Pictures in the records below must be left out. Return exactly the lines from the line with "Locate an element" to the line with "What do you see at coordinates (256, 336)", both included.
**** Exercise input ****
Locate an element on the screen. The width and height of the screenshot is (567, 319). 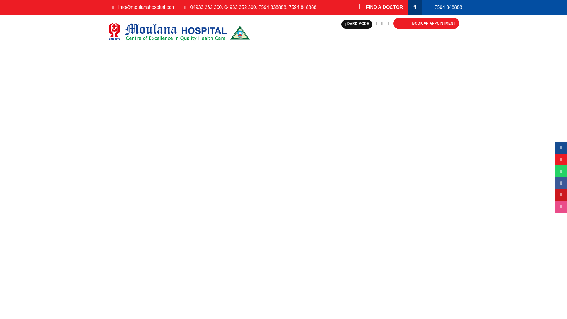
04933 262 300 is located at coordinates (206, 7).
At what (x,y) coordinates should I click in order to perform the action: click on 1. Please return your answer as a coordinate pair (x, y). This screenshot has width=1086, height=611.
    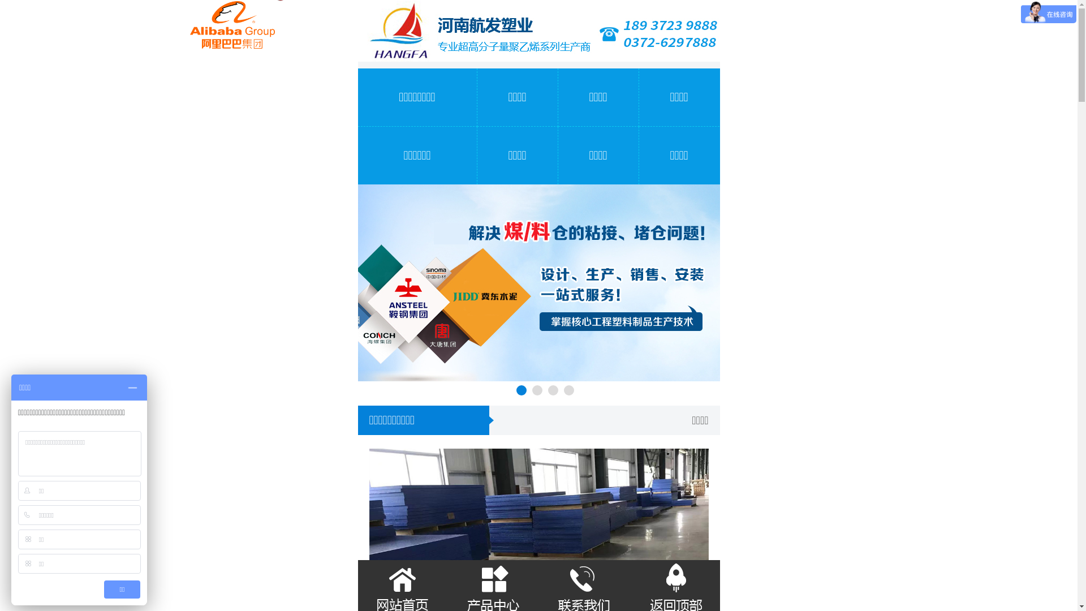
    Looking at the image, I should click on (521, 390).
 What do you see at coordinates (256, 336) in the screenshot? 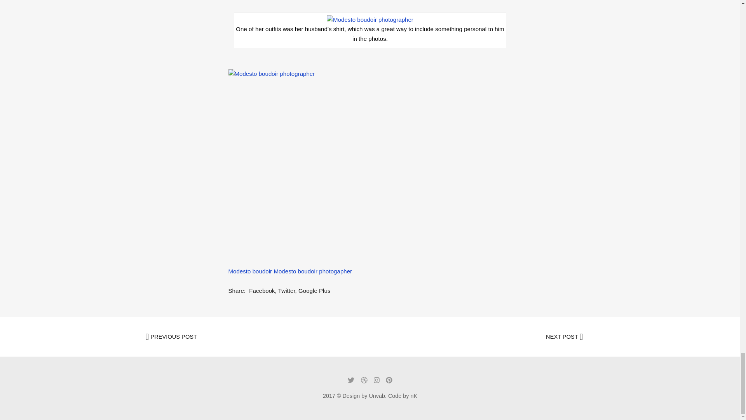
****
**** Exercise input ****
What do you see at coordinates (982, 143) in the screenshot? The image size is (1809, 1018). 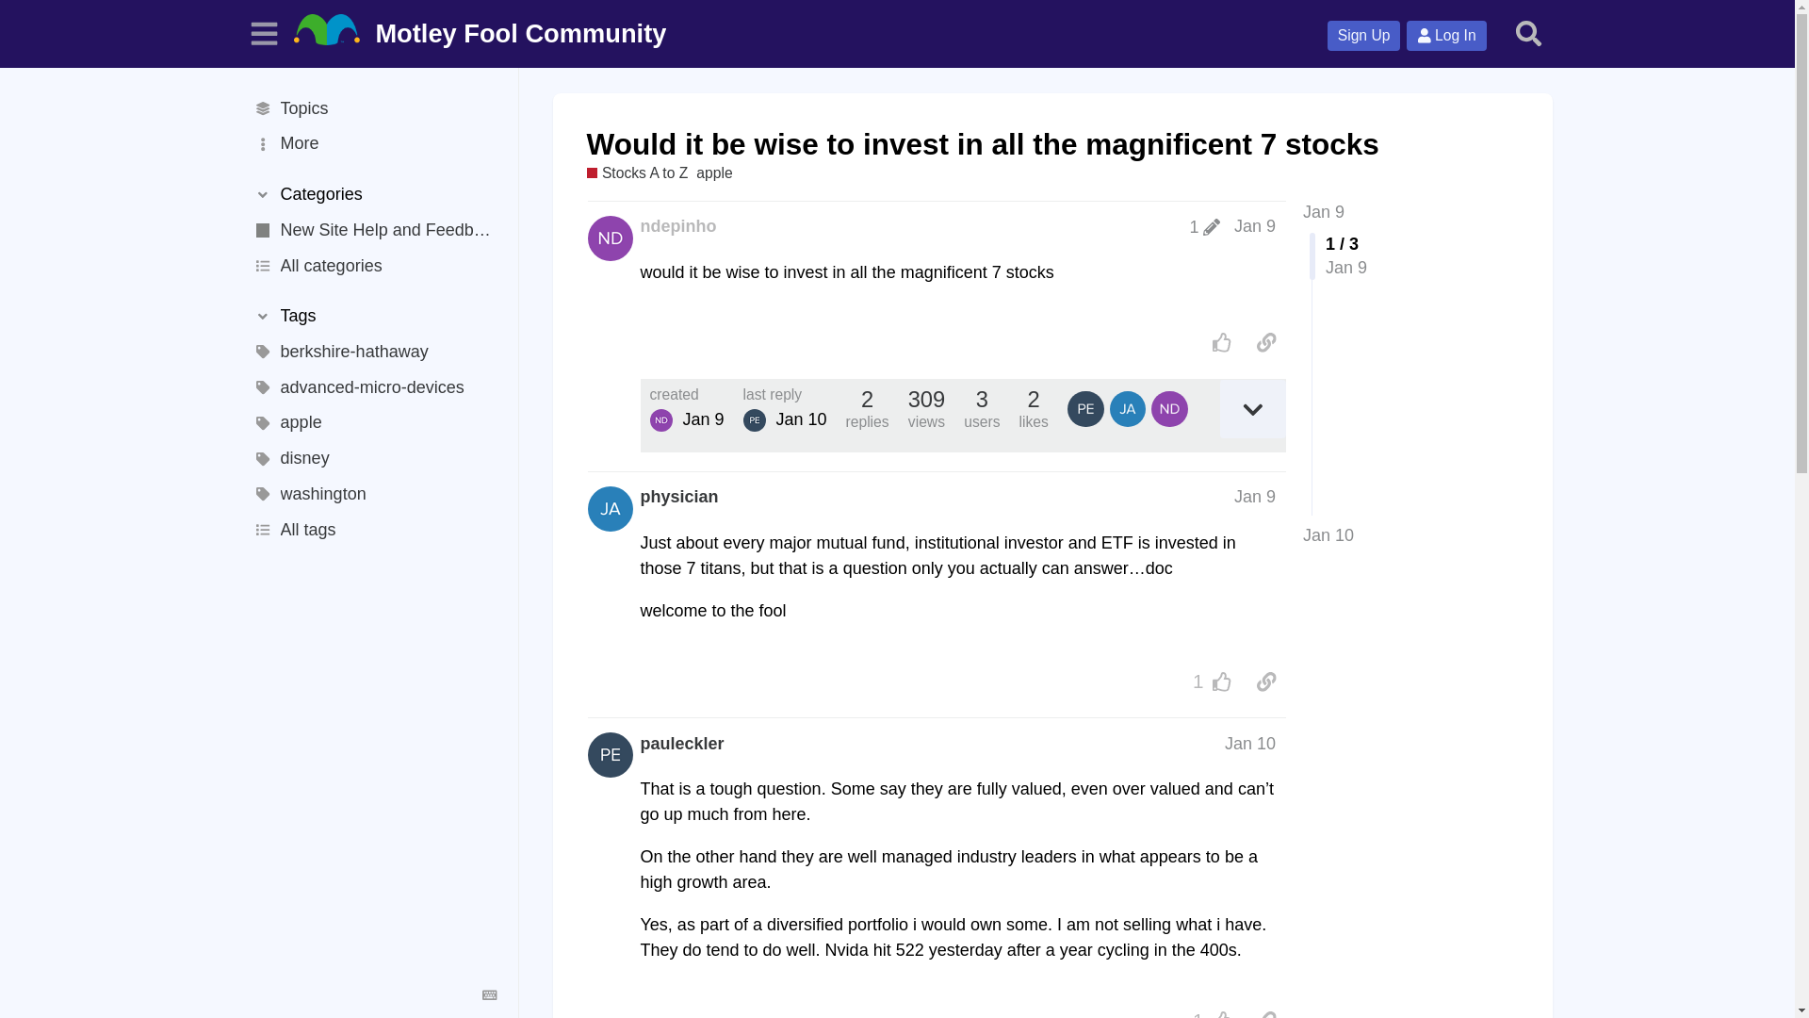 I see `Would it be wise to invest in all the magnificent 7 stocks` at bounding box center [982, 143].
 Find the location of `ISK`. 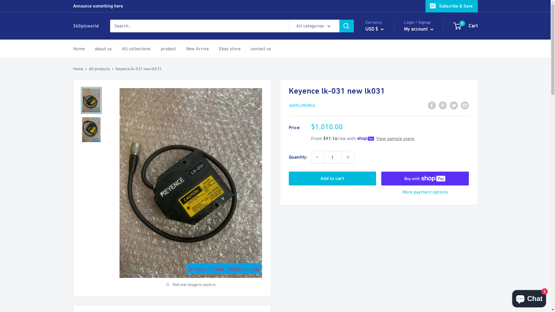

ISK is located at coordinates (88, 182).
****
Response area -
Locate an element on the screen. The width and height of the screenshot is (567, 319). 
04933 262 300 is located at coordinates (206, 7).
At what (x,y) coordinates should I click in order to perform the action: click on 1. Please return your answer as a coordinate pair (x, y). This screenshot has width=1086, height=611.
    Looking at the image, I should click on (521, 390).
 What do you see at coordinates (256, 336) in the screenshot? 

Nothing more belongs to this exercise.